In machine learning, there’s a dangerous comfort in watching metrics.
The loss curve drops — good sign.
Precision looks acceptable — close enough.
No errors during training — must be working.
But the longer I work in this field, the more clearly I see:
Most model failures don’t come from architecture.
They come from data that only looks correct.
Not because data is missing. But because it's misaligned — in quiet, insidious ways.
A data.yaml
file lists 5 classes. The annotations contain 6.
One class appears 4,800 times. Another only 12 — no one notices.
A few bounding boxes quietly drift beyond image boundaries.
An image or two have the wrong resolution, leftover from a test run.
Two labels differ by a single character or space — and now the model treats them as separate classes.
These aren't exceptions.
They’re patterns — and they rarely trigger visible errors.
Instead, they inject noise into the signal and weaken the foundation of your entire pipeline.

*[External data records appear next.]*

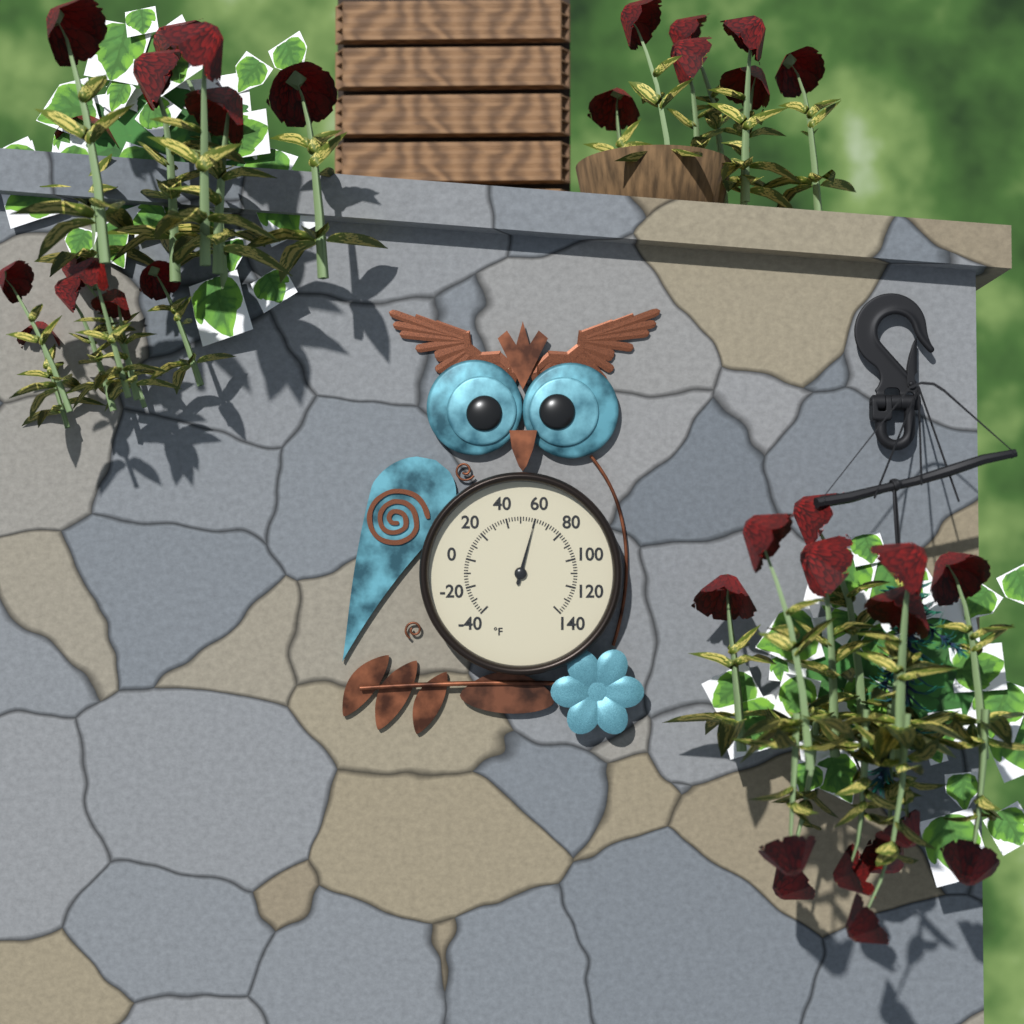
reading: 60 °F
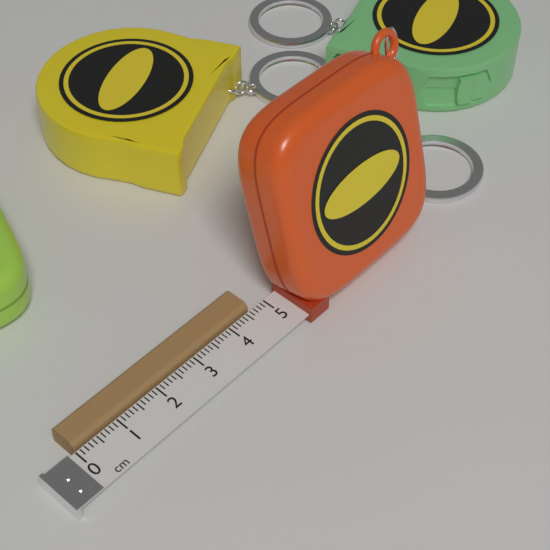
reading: 4.6 cm
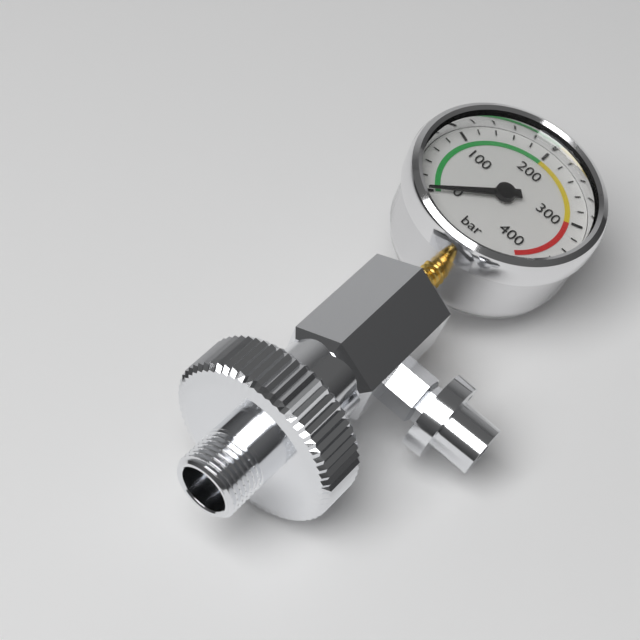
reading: 0 bar
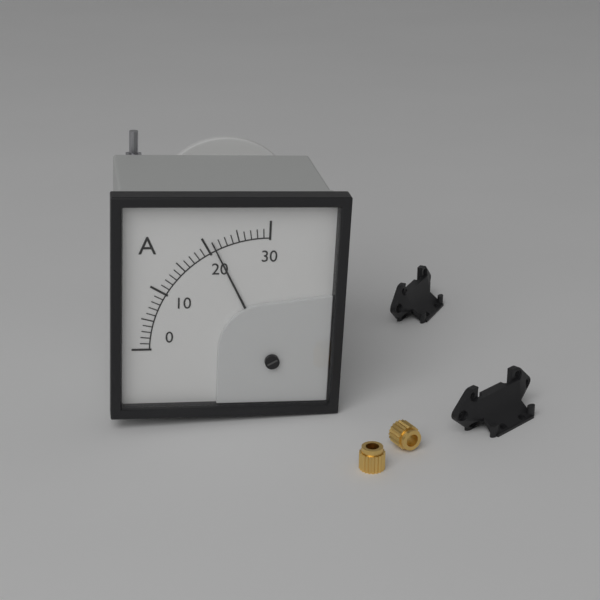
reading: 21 A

This is why I built Yololint.
Not as a linter in the trivial sense.
But as a tool that helps you think critically about your dataset before you ever hit "train".
Yololint inspects YOLO-style datasets and answers essential questions:
- Is your directory structure valid?
- Does data.yaml match the actual data?
- Are annotation files internally consistent?
- Are image dimensions correct and uniform?
- Are bounding boxes reasonable, complete, and within bounds?
But we're not stopping there.
I'm currently building features that go deeper:
- Class frequency statistics — to uncover dataset imbalance
- Real vs. declared class count comparisons
- Bounding box size distributions — to detect annotation scale issues
- Dataset summaries to give you a snapshot of data reality, not just metadata
This isn’t about automatic fixing.
It’s about making invisible problems visible — before they become expensive.
Because in deep learning, your model doesn’t hallucinate.
It reflects.
And what it reflects most faithfully is not your architecture.
But your assumptions about your data.
Yololint doesn’t solve problems for you.
It helps you notice the ones that silently degrade your model’s intelligence.